As you can see though, the numbers of homeowners in each category get larger as they approach zero, going from 1.1, to 1.3, to 1.5, to 1.8 million in the last 4 bins. So it’s likely we’ll actually get upwards of 6 million more homeowners underwater.

In addition, a fall of 15% would push around 1.9 million more homeowners into 50% or more of negative equity, driving this number up to around 6 million. These large increases in total negative equity will drive a wave of foreclosures. The best evidence indicates that foreclosures, in turn, will decrease nearby home values by 1% to 2%, which could exacerbate the foreclosure blights many neighborhoods are already facing.

Why are these foreclosures a problem? Most economically literate readers will be familiar with Bernanke’s famous paper on non-monetary causes of the Great Depression, where he makes the case that an increase in the cost of credit intermediation worsened the Great Depression. In contrast to the argument for how bad things can get when banks fail, few seem to focus on aspect of Bernanke’s paper that focused on defaults and bankruptcies as a mechanism for deepening the depression. In fact Bernanke even discusses the drying up of credit for homeowners as one of the important channels through which the credit system was failing:

Home mortgage lending was another important area of credit activity. In this sphere, private lenders were even more cautious after 1933 than in business lending. They had a reason for conservativism; while business failures fell quite a bit during the recovery, real estate defaults and foreclosures continued high through 1935….

To the extent that the home mortgage market did function in the years immediately following 1933, it was largely due to the direct involvement of the federal government.

Removing the existing government supports for the housing market now will allow this important channel of credit to dry up. As Bernanke recognized, this could worsen and lengthen our recession.

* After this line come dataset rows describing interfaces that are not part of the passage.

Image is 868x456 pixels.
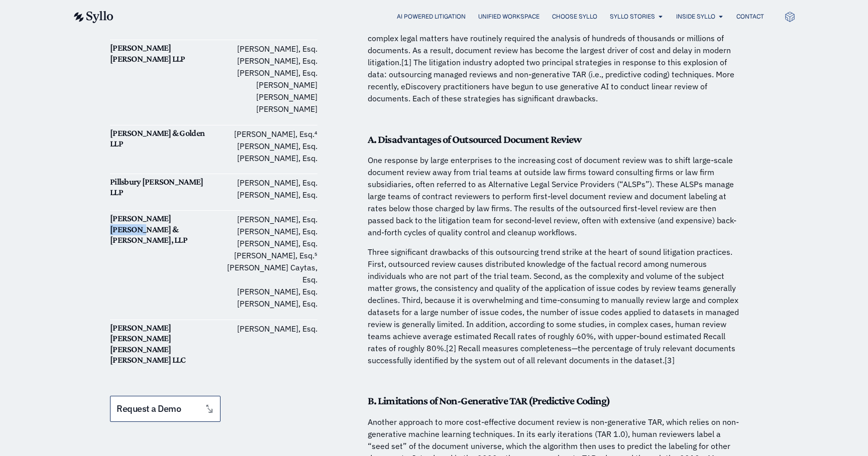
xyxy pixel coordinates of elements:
p: [PERSON_NAME], Esq. [PERSON_NAME], Esq. [PERSON_NAME], Esq. [PERSON_NAME] [PERSON_NAME] [PERSON_N... [214,42,317,115]
a: Unified Workspace [478,12,539,21]
strong: B. Limitations of Non-Generative TAR (Predictive Coding) [367,395,610,407]
div: Menu Toggle [134,12,764,22]
p: One response by large enterprises to the increasing cost of document review was to shift large-sc... [367,154,739,238]
h6: [PERSON_NAME] [PERSON_NAME] LLP [110,42,214,64]
a: Request a Demo [110,396,220,422]
h6: [PERSON_NAME] [PERSON_NAME] & [PERSON_NAME], LLP [110,213,214,246]
a: Syllo Stories [610,12,655,21]
a: Inside Syllo [676,12,715,21]
h6: [PERSON_NAME] [PERSON_NAME] [PERSON_NAME] [PERSON_NAME] LLC [110,323,214,366]
strong: A. Disadvantages of Outsourced Document Review [367,133,582,146]
h6: [PERSON_NAME] & Golden LLP [110,128,214,149]
img: syllo [72,11,113,23]
p: Three significant drawbacks of this outsourcing trend strike at the heart of sound litigation pra... [367,246,739,367]
a: AI Powered Litigation [397,12,466,21]
span: Request a Demo [117,405,181,414]
a: Choose Syllo [552,12,597,21]
h6: Pillsbury [PERSON_NAME] LLP [110,177,214,198]
p: [PERSON_NAME], Esq.⁴ [PERSON_NAME], Esq. [PERSON_NAME], Esq. [214,128,317,164]
nav: Menu [134,12,764,22]
a: Contact [736,12,764,21]
p: Over the last thirty years, as the use of electronic devices has proliferated, the document volum... [367,20,739,104]
p: [PERSON_NAME], Esq. [PERSON_NAME], Esq. [PERSON_NAME], Esq. [PERSON_NAME], Esq.⁵ [PERSON_NAME] Ca... [214,213,317,310]
p: [PERSON_NAME], Esq. [PERSON_NAME], Esq. [214,177,317,201]
p: [PERSON_NAME], Esq. [214,323,317,335]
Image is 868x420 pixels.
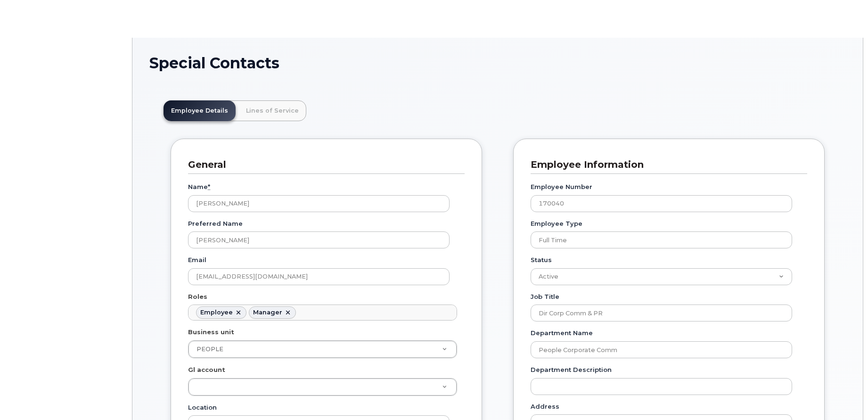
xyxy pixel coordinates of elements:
[188,293,208,301] label: Roles
[530,159,800,171] h3: Employee Information
[188,219,243,228] label: Preferred Name
[188,182,210,191] label: Name
[188,328,235,337] label: Business unit
[530,402,560,411] label: Address
[163,101,235,121] a: Employee Details
[188,403,217,412] label: Location
[200,309,233,316] div: Employee
[530,328,593,337] label: Department Name
[188,159,458,171] h3: General
[253,309,282,316] div: Manager
[196,346,223,352] span: PEOPLE
[530,365,612,374] label: Department Description
[530,293,560,301] label: Job Title
[530,256,552,265] label: Status
[530,182,593,191] label: Employee Number
[530,219,583,228] label: Employee Type
[189,341,457,358] a: PEOPLE
[188,256,207,265] label: Email
[150,55,846,71] h1: Special Contacts
[188,365,226,374] label: Gl account
[208,183,210,190] abbr: required
[239,101,306,121] a: Lines of Service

Another problem is that when a buyer defaults they lose a real asset: their credit. As near as I can tell from Googling around, credit scoring agencies have not adjusted their models to decrease the damage that a foreclosures does to your credit score. This seems puzzling to me as economists seem to agree that the huge fall in house prices was largely unpredictable when many of these mortgages were made. Defaulting on a mortgage in 2010, one would think, is not nearly as much of an indicator of lacking creditworthiness as defaulting on a mortgage in, say, 2005.

In any case, when defaults happen a real asset which gives borrowers access to credit goes away and the cumulative creditworthiness of U.S. households falls. In a recession, when borrowing and investing are important means of driving economic activity, this is not a good thing.

I believe the reason that falling home prices are getting support is what Karl calls The Pain Bias. Somehow, falling prices feel like tough love, and it feels like borrowers will be more confident. And it may be the case that another 15% fall in prices will convince people that prices are at a bottom. But along the way to that bottom real economic damage will be done. If that damage is great enough, and hurts economic growth, those rock bottom prices may fall even further.